Description There are four sections in this exam, with 3 or 4 questions each. Yo

Description
There are four sections in this exam, with 3 or 4 questions each. Yo

Description
There are four sections in this exam, with 3 or 4 questions each. You are required to answer only one question in each section. Be sure to include as much information as possible to support your answer. Each answer should be 3-5 paragraphs in length. Be sure to cite your sources. It is required that you show context, and not hunt and peck for answers but show the context.
Question 1 (25 points)
Explain our discussion regarding Reconstruction and offer specifics about it.
2. Why was it so difficult to resolve such issues as the spoils system, the tariff, and bimetallism, which consumed congressional energies in the late nineteenth century? Think about our silver standard discussion.
3. How did the move westward impact different groups and transportation?
Question 2 (25 points)
1. Evaluate the strengths and weaknesses of progressivism.
2. In what ways were mobilization and the effort, in World War I, a fulfillment of the progressive legacy? In what ways did the war deny the basic tenets of progressivism?
3. How did popular culture—whether in the form of best-selling novels, games, films, or radio programs—reflect and respond to the ravages of the Great Depression?
4. Compare and contrast the Depression experiences of Mexican- and African-Americans. In your opinion, which group fared better?
Question 3 (25 points)
1. Describe the major war aims of the Allied Powers.
2. How did the war change the attitudes of women and minorities toward their status in American society?
3. Many historians feel that Harry Truman as much as Joe McCarthy gave force to the postwar “Red Scare.” Explain why you agree or disagree.
4. Compare the quality of life in the suburbs with the quality of life either on farms or in cities.
Question 4 (25 points)

1. Compare the achievements and shortcomings of President Lyndon Johnson’s Great Society with Franklin Roosevelt’s New Deal.
2. Defend or attack the use of civil disobedience as a strategy in the civil rights movement, using Martin Luther King’s early career as an example of the technique.
3. Both Indians and Hispanics were hardly “monolithic” ethnic groups in American life. Explain how that led to a variety of responses to the activist currents of the 1960s and 1970s, among both Hispanics and Indians.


### ASSIGNED TASK
Copy every line from the records that holds the word "span".

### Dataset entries
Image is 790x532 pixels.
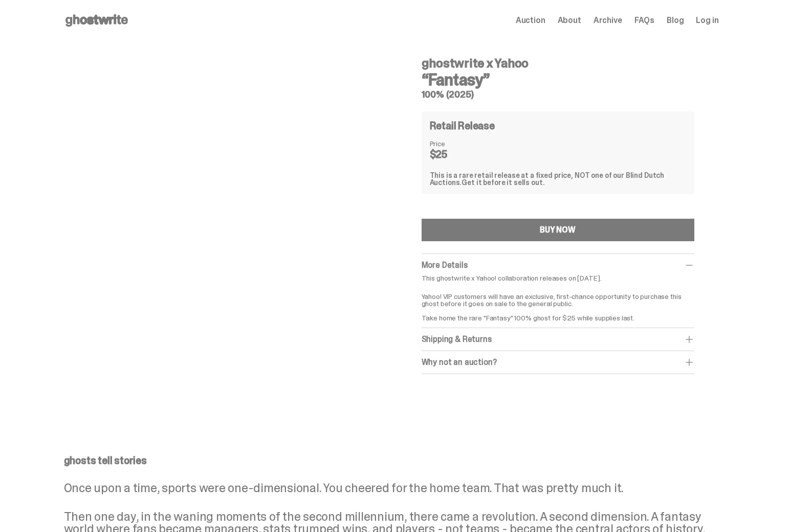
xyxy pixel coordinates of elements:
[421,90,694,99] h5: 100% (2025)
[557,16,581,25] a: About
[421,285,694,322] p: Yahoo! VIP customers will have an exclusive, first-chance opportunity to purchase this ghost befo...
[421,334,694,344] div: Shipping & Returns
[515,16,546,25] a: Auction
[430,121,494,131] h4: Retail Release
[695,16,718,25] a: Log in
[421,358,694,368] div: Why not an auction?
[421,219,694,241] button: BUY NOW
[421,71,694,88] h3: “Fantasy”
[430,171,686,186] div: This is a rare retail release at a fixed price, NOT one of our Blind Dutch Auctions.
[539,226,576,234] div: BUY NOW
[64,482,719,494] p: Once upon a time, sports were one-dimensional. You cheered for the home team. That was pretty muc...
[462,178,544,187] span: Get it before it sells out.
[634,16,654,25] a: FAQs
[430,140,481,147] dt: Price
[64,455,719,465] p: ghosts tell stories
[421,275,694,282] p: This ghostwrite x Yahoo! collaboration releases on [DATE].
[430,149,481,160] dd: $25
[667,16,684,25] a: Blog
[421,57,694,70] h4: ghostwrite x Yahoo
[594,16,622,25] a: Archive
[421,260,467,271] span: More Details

### ANSWER SPACE
[462,178,544,187] span: Get it before it sells out.
[421,260,467,271] span: More Details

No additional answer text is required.